Glancing at him, Harvey said, “Barefoot’s on our side; we can’t afford to have him take his life. But why would Sarapis—”

“Let’s just get over there,” St. Cyr said, starting toward his parked ‘copter. Harvey followed on the run.

IV

All at once the telephone stopped ringing. Johnny turned from the window—and saw Kathy Sharp standing by it, the receiver in her hand. “He called me,” she said. “And he told me, Johnny, where you were and what you were going to do.”

“Nuts,” he said, “I’m not going to do anything.” He moved back from the window.

“He thought you were,” Kathy said.

“Yes, and that proves he can be wrong.” His cigarette, he saw, had burned down to the filter; he dropped it into the ashtray on the dresser and stubbed it out.

“My grandfather was always fond of you,” Kathy said. “He wouldn’t like anything to happen to you.”

Shrugging, Johnny said, “As far as I’m concerned I have nothing to do with Louis Sarapis any more.”

Kathy had put the receiver to her ear; she paid no attention to Johnny—she was listening to her grandfather, he saw, and so he ceased talking.

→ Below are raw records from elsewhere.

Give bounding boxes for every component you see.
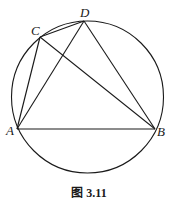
- point-label-C: C: [31, 23, 40, 38]
- circumcircle: [12, 21, 164, 173]
- segment-AC: [17, 37, 40, 129]
- segment-DB: [84, 21, 155, 129]
- segment-AD: [17, 21, 84, 129]
- point-label-B: B: [157, 124, 165, 139]
- point-label-A: A: [5, 123, 14, 138]
- segment-CD: [40, 21, 84, 37]
- geometry-figure: A B C D 图 3.11: [0, 0, 178, 206]
- figure-caption: 图 3.11: [71, 186, 106, 200]
- segment-CB: [40, 37, 155, 129]
- point-label-D: D: [79, 5, 90, 20]
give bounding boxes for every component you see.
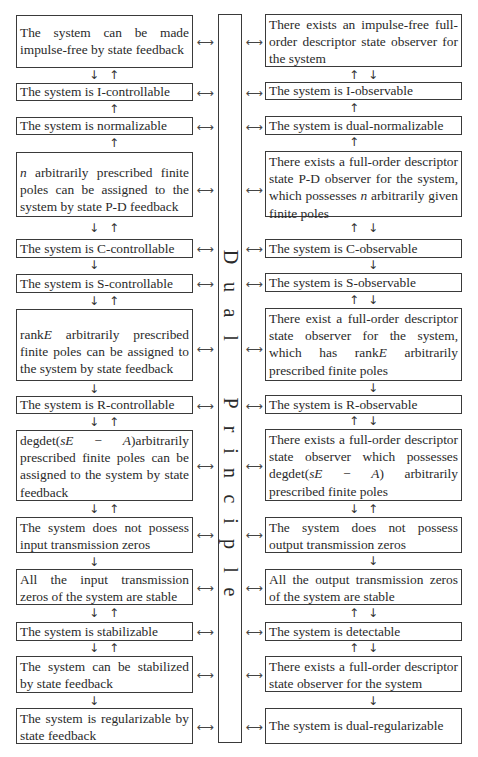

It was futile.

“He says,” Kathy said, “that Claude St. Cyr and Phil Harvey are on their way up here. He told them to come, too.”

“Nice of him,” he said shortly.

Kathy said, “I’m fond of you, too, Johnny. I can see what my grandfather found about you to like and admire. You genuinely take my welfare seriously, don’t you? Maybe I could go into the hospital voluntarily, for a short period anyhow, a week or a few days.”